June 23, 2026
Stream and scream
Show HN: FastUbu – An Ultrafast Video Archive
This lightning-fast art film vault has commenters ready to vanish into a glorious time sink
TLDR: Fast Ubu is a new, faster way to browse and watch more than 3,200 free experimental films from the UbuWeb archive. Commenters are into it, with the main reaction being that the slick design is dangerously good at turning curiosity into an all-night binge.
A new project called Fast Ubu has swooped in with a simple promise: make the famously massive UbuWeb film archive feel fast, searchable, and easy to fall into. That means more than 3,200 avant-garde films and videos, free to stream, now wrapped in a smoother interface. It’s not officially part of UbuWeb, but an independent mirror built to help people actually browse this mountain of weird, wonderful moving-image history without feeling like they’re digging through a dusty basement.

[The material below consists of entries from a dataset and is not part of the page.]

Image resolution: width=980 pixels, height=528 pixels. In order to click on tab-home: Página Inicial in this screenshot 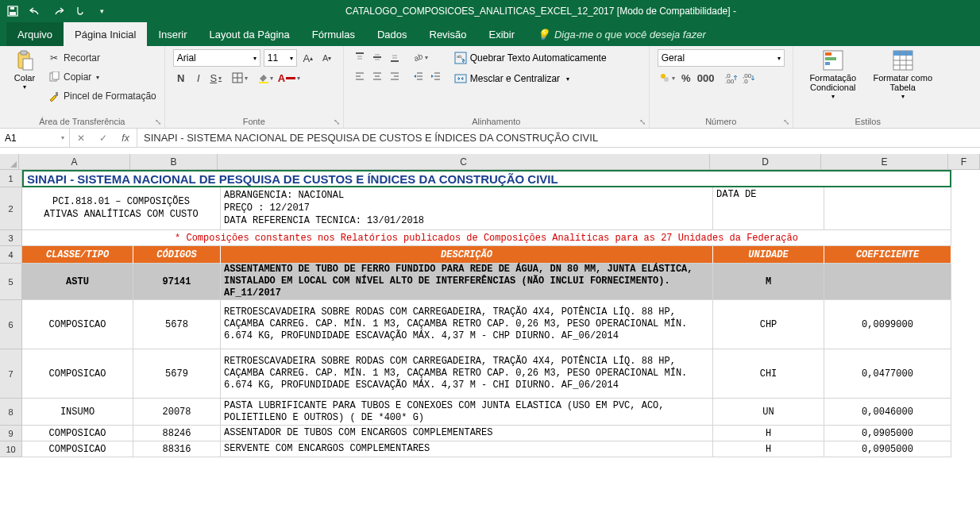, I will do `click(105, 34)`.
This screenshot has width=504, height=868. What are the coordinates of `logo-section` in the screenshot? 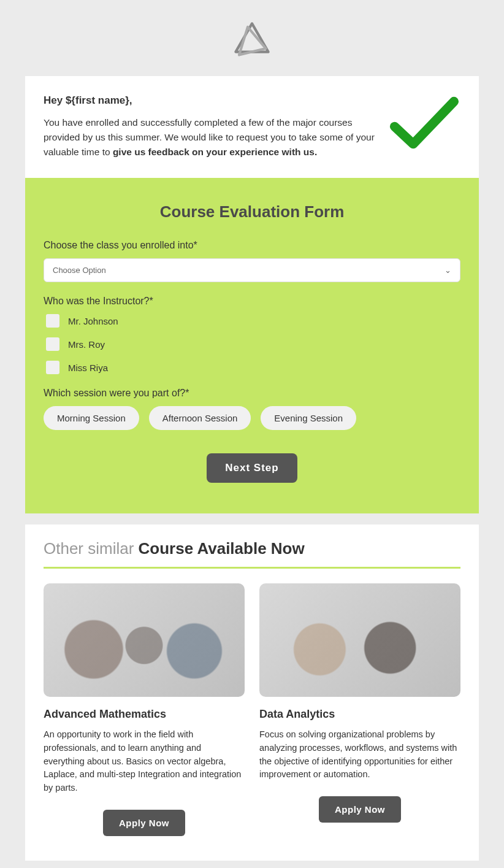 It's located at (252, 38).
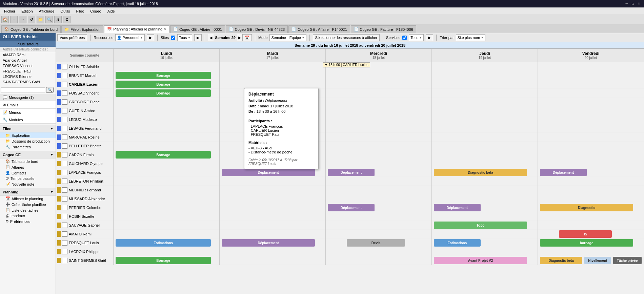 The image size is (644, 294). What do you see at coordinates (130, 38) in the screenshot?
I see `personnel-dropdown: 👤 Personnel ▼` at bounding box center [130, 38].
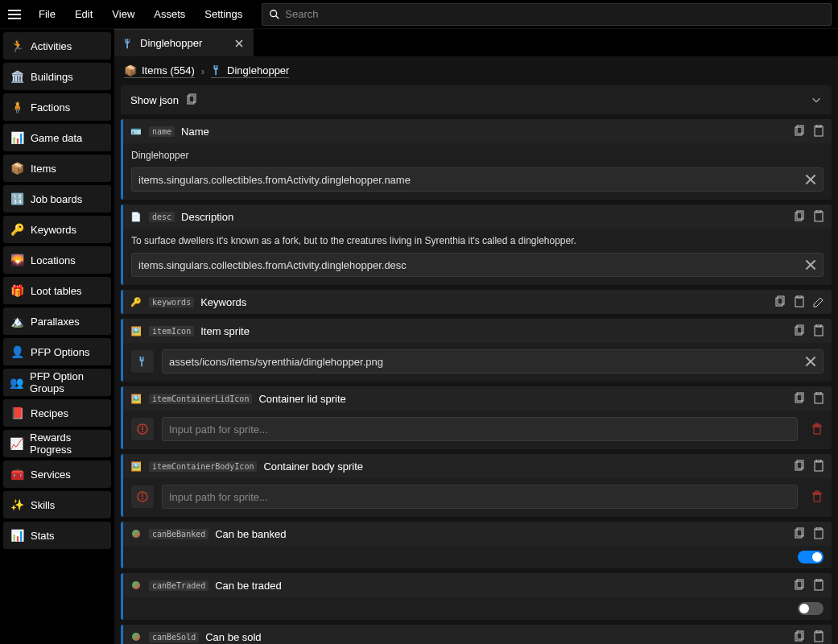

And in the comments? The mood is less “serious critique” and more delighted surrender. The standout reaction came from Renaud, who basically summed up the entire vibe: this thing is a rabbit hole and people are already bracing to lose hours inside it. That’s the hot take, the warning label, and the sales pitch all at once. No giant flame war erupted here, but there is a tiny spark of drama in the subtext: when a site gets this snappy, the real danger isn’t confusion — it’s obliterating your free time. Even the project’s artsy side added to the fun, with oddball references to Père Ubu, a baby armadillo image, and the whole gloriously strange Ubu universe giving the launch a chaotic art-school energy. In other words, the community verdict is in: this is cool, this is slick, and yes, your evening is probably gone.
Key Points
- •Fast Ubu is presented as an ultra-fast mirror of UbuWeb’s film archive.
- •The site says it offers 3,205 avant-garde films and videos for free streaming.
- •The project re-hosts UbuWeb’s film and video collection to improve loading speed and search.
- •Fast Ubu states that all works belong to their artists and that it is independent and not affiliated with UbuWeb.
- •The page credits Luke Igel as creator, says the project is powered by Kino, and acknowledges Cheng Lou, Pretext, Grey Crawford, Gaborator, and Kenneth Goldsmith with the Ubu team.